Giant Mars asteroid impact creates vast field of destruction with 2 billion craters

A brown region with lots of little craters.
An image of the craters created by the Corinto impact 2.3 million years ago. (Image credit: JPL-Caltech, NASA, Universidad de Arizon)

Over two million years ago, a giant asteroid slammed into Mars, scarring the surface with one massive crater and around two billion smaller individual craters. These secondary craters appear across a region of 1,000 miles (1,800 kilometers), making this asteroid event one of the biggest impacts seen on the Red Planet in relatively recent history. 

Asteroids massive enough to create widespread destruction like this are estimated to impact Mars just once every 3 million years.
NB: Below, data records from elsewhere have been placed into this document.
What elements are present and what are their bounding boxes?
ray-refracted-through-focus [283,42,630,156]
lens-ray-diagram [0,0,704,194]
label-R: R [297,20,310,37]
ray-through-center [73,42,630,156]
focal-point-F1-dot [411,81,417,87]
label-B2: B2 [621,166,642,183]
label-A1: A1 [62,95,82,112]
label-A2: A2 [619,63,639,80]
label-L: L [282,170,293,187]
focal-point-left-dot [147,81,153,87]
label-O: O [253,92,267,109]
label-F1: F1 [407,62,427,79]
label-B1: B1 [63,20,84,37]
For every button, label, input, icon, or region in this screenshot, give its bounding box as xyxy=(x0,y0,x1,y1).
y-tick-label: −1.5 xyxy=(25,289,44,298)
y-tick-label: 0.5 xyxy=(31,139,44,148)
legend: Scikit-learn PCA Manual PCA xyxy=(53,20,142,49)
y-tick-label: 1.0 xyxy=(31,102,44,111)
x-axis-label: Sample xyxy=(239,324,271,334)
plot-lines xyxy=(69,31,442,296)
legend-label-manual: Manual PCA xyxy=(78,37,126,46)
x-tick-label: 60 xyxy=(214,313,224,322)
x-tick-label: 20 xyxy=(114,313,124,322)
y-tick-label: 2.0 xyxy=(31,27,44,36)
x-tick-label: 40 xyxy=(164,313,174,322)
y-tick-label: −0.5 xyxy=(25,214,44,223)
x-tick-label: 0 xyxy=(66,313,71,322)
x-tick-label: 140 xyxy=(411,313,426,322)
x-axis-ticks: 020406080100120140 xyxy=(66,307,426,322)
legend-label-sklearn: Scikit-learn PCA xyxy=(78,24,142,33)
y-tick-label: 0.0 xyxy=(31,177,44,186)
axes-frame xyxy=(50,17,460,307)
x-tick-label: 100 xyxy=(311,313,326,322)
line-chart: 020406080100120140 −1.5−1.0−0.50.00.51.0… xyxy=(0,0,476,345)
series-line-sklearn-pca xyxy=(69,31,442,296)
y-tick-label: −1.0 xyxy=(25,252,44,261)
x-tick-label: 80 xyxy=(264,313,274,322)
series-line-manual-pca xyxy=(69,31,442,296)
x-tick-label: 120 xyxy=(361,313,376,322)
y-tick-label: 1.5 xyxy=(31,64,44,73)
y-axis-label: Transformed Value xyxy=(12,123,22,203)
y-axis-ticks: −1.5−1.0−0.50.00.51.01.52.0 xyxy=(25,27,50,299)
The impact occurred at the equator of Mars in a region humanity has named Elysium Planitia; it left behind a main, 8.6-mile (13.9-km) wide and 0.62-mile (1-km) deep crater called Corinto. The secondary craters from the impact, on the other hand, range in size from 656 feet (200 meters) to 0.8 miles (1.3 km) in diameter and extend outward in a large "ray system," according to the scientists behind the results.

Despite being 2.3 million years old, the crater and its secondaries — some of which are carved into lava flows originating from the summit of the extinct Martian volcano Elysium Mons — are considered to be extremely young by the team.

Related: Drilling for water ice on Mars: How close are we to making it happen?

"Corinto crater is a fresh impact crater in Elysium Planitia that produced one of the most extensive systems of thermal rays and secondary craters on Mars, extending around 1,243 miles (2,000 km) to the south and covering a nearly 180° arc on Mars," the team wrote in a related study.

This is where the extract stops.